3/10
I'll never understand the appeal.
10 January 2017
Schoolgirl Natsumi (Aimi Satsukawa) asks her friend Yuri (Mizuki Yamamoto) if she can transfer her parents' wedding video onto DVD; in order to do so, the girls buy an old VHS player in which they discover an old tape that turns out to be a fabled cursed video that, once watched, invokes deadly long haired spook Sadako (Elly Nanami), who materialises to kill her victims two days later.

After their initial attempts to break the curse fail, Natsumi and Yuri's only hope lies with spiritual medium Kyozo (Masanobu Andô) and his young assistant Tamao (Maiko Kikuchi), who decide to pit Sadako against grudge spirits Kayako (Runa Endo) and Toshio (Rintaro Shibamoto) in a battle for the girls' souls. Meanwhile, schoolgirl Suzuka (Tina Tamashiro) also finds herself cursed when she enters the haunted home of Kayako and her son Toshio — can Suzuka's life also be saved as a result of the supernatural battle?

Films featuring onryō (vengeful Japanese spooks) really do very little for me: I thought that Ringu (Ring) was mediocre and found The Grudge (Ju-on) incredibly boring. Director Kôji Shiraishi tries to inject a little life into the tired genre with this mash-up of these well known franchises, but all he succeeds in making is a film that, rather predictably, falls somewhere between mediocre and incredibly boring.

Following lots of talk and some not-at-all-scary scenes in which the spooks make brief appearances, the titular fight between the ghosts finally ensues, and it's extremely underwhelming, like two women having a pathetic cat-fight, with little kid Toshio sticking up for his mum. If you're an avid fan of Japanese ghost movies, you might get a kick out of seeing these legendary spirits scratch and claw at each other, but I'll never understand the appeal.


◆ **Required work**
Some lines in the listing hold the word "screenshot". Return each of them.

---------- Dataset records ----------

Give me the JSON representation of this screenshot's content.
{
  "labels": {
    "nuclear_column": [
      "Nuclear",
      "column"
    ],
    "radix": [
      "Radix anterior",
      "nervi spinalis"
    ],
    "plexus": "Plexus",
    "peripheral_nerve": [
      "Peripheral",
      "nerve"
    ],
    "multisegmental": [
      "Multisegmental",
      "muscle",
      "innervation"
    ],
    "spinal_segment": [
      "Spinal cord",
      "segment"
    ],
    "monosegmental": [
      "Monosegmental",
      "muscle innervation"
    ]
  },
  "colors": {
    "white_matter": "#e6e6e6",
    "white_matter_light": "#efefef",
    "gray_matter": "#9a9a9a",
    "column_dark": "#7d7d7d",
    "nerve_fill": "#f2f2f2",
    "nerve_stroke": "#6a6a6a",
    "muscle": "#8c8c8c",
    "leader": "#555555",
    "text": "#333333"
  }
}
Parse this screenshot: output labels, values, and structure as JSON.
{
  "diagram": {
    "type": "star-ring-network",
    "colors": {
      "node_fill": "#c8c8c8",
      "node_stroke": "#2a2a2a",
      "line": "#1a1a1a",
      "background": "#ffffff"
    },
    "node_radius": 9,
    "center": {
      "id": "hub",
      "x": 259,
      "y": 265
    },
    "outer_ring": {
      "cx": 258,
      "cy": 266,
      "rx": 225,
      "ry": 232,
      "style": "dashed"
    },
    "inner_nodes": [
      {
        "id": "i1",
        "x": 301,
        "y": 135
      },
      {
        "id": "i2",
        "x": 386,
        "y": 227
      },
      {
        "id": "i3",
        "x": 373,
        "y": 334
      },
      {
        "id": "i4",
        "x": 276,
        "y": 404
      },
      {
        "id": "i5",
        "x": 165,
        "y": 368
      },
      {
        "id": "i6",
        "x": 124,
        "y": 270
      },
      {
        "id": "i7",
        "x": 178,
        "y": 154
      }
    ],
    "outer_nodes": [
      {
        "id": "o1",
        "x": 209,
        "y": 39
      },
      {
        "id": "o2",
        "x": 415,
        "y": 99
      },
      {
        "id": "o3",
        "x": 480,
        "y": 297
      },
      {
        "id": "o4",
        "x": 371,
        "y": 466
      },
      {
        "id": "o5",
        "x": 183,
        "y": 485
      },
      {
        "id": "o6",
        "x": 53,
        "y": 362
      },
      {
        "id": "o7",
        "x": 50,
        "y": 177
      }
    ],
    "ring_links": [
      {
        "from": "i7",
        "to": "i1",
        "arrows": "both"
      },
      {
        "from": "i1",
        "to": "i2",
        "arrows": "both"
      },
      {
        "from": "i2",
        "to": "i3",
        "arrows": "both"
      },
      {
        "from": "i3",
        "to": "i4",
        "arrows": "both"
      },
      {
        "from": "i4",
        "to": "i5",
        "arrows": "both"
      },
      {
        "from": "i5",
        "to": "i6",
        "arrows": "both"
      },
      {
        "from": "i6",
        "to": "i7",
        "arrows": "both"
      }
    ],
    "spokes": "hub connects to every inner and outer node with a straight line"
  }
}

----------

◆ **Response box**
Give me the JSON representation of this screenshot's content.
Parse this screenshot: output labels, values, and structure as JSON.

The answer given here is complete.